Cobby Shereff, 49, a partner with Blumenfield & Shereff LLP, a Mequon-based law firm, had a different career path than Block. However, a similar drive and love for what she does have her charging ahead while many of her peers are thinking about slowing down.
Shereff re-entered the work force in 2000, after taking 12 years off to raise her children. She recently started the law firm with her husband, Charles Blumenfield, as the other partner.
Shereff works in business practice law, specializing in intellectual property matters. She said that about 60 percent of her work involves trademarks, and 40 percent is in copyright issues. She previously worked with two boutique law firms in downtown Milwaukee.
Blumenfield works in civil litigation and personal defense.
Now that her children are older, Shereff said she has more time and energy to devote to her career.
"I am committed to the success of this practice and my clients, who have honored me by coming with me and trusted me with their legal work," she said.
She has no exit strategy with the new practice, and she has no plans for retirement.
"Going back to work was very frightening," she said. "I was concerned that I was rusty – on a technological basis, PCs (personal computers) were just coming in when I left the work force. I think it was a question of competence. Would the skills I had used every day during my dozen years at home translate or serve as a bridge to re-entry? I had some serious questions."

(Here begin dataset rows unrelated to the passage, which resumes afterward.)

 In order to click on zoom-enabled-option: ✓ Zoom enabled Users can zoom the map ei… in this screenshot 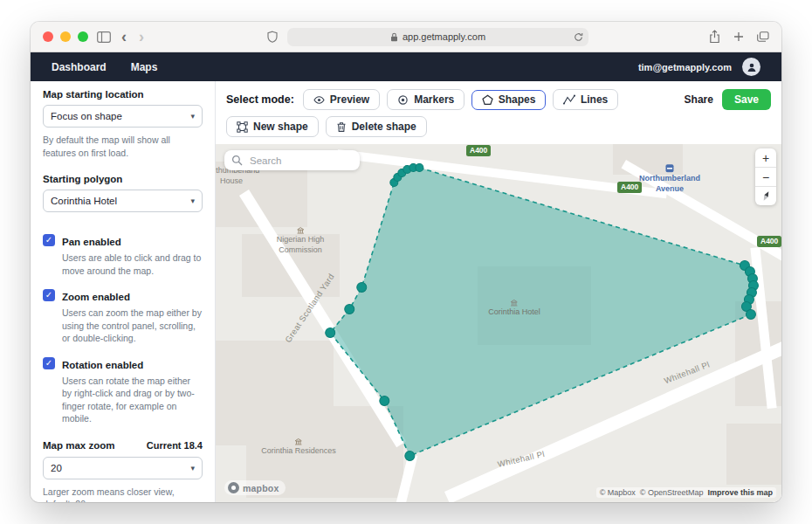, I will do `click(122, 316)`. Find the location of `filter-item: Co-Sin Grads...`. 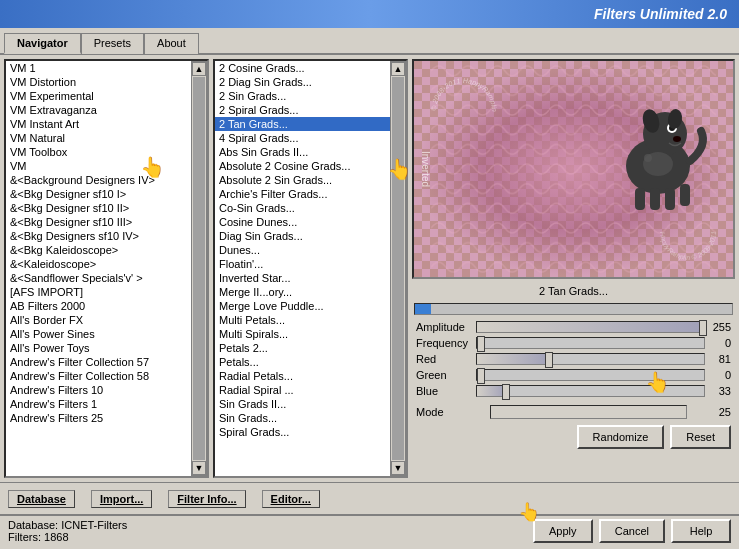

filter-item: Co-Sin Grads... is located at coordinates (302, 208).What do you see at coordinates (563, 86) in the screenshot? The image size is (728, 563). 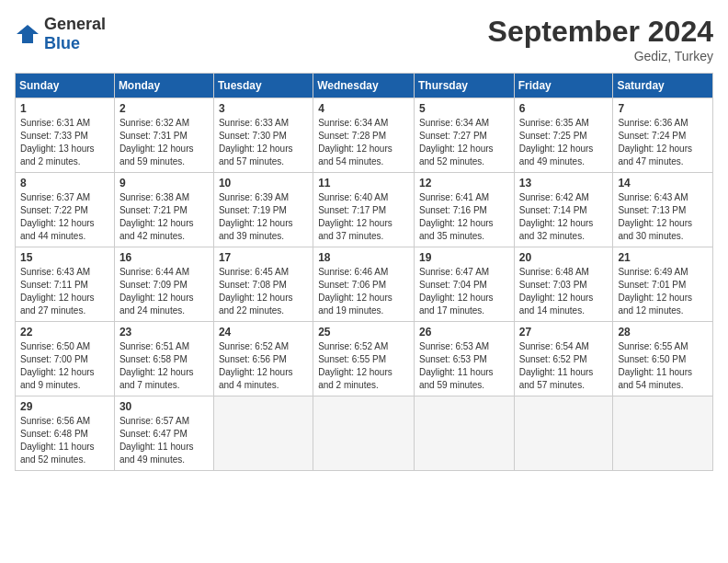 I see `col-header-friday: Friday` at bounding box center [563, 86].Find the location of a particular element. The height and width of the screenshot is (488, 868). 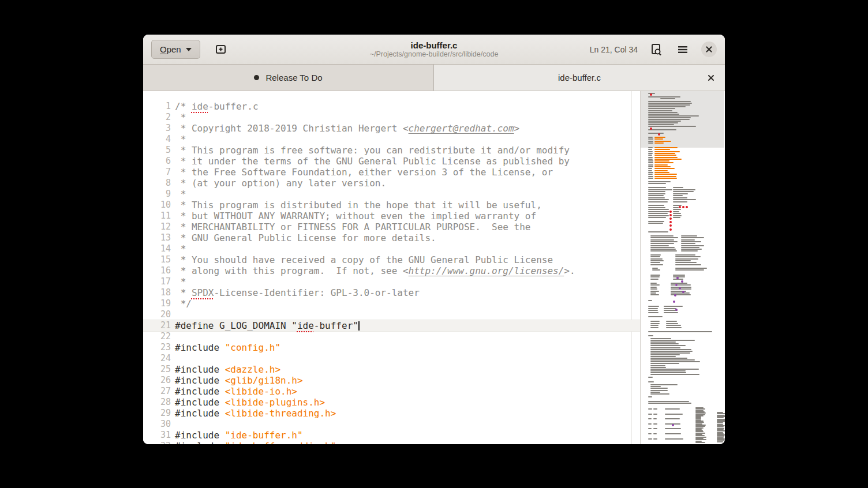

code-text: #include "ide-buffer-addin.h" is located at coordinates (255, 442).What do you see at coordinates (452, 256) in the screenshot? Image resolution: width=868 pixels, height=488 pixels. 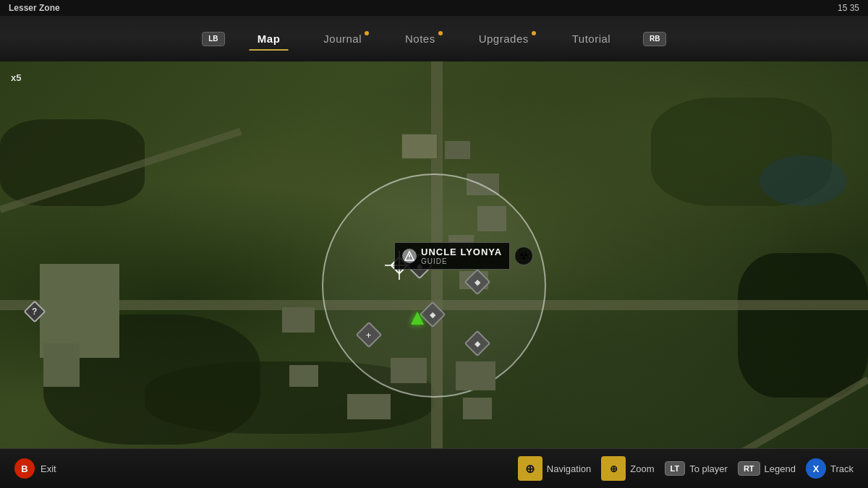 I see `npc-info-box: UNCLE LYONYA GUIDE` at bounding box center [452, 256].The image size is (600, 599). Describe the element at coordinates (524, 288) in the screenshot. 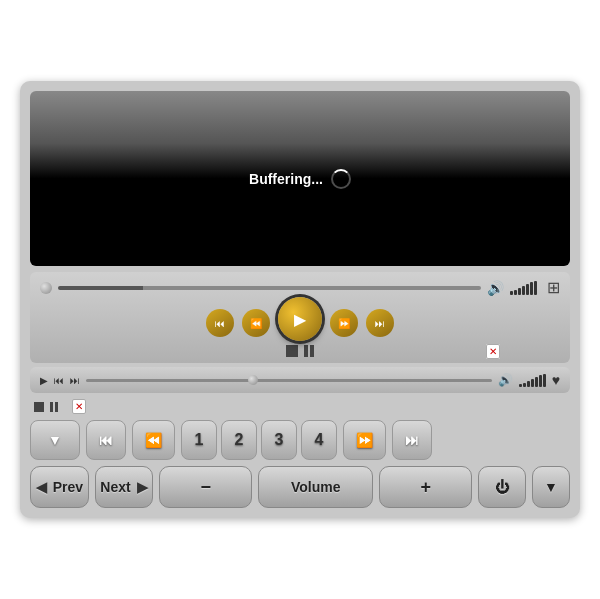

I see `volume-bars` at that location.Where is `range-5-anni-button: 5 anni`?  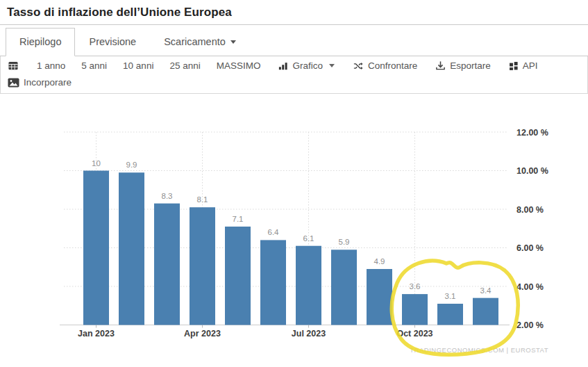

In 1997, when Blanche Berenzweig was about Shereff’s age, she started her financial planning firm, BSB Financial Services Inc. Her commitment to the Mequon business is just as strong today.
Having the business open for several years gives Berenzweig the opportunity to pick who she wants as clients, something she says is of great value to her now that she is older than 55.
"Now I get to choose the people I want to do business with," she said. "That’s a very enviable position to be in. But it didn’t come for free. It never comes for free."
Berenzweig has no plans for retirement, saying she’s working to build the business to pass along someday.
"As long as I can walk, talk and chew gum, I will work," she said. "My issue was to grow this business, to grow it into something viable and strong, so that someday I can pass it down."
Even when she had children at home, Berenzweig said, she needed to work at least part-time, not so much for financial reasons, but because it’s part of her personality.
"It’s just who I am," she said. "I was always doing something,"
After her kids started school in 1986, she helped start an insurance branch at F&M Bank. Berenzweig had so many people asking her financial questions she decided to become a certified financial planner. She earned the certification in 1989 and worked for other financial planning offices for several years before starting BSB in 1997.
Berenzweig said many of the women she knows through networking are planning financially for retirement, but they are not planning for the transition in their personal lives.
"It’s a major change," she said. "’What’s going to fulfill me?’ is the issue. A lot of them come out and start businesses or get professional designations."
As her business life becomes more and more intertwined with her professional life, Berenzweig’s professional life has become more valuable.
"It has to do with passion," she said. "When you can choose who you can do business with, it becomes very enriching and becomes very important. And what happens with many women my age is that my business also falls into my social world. I’m not sure sometimes where one ends and the other starts."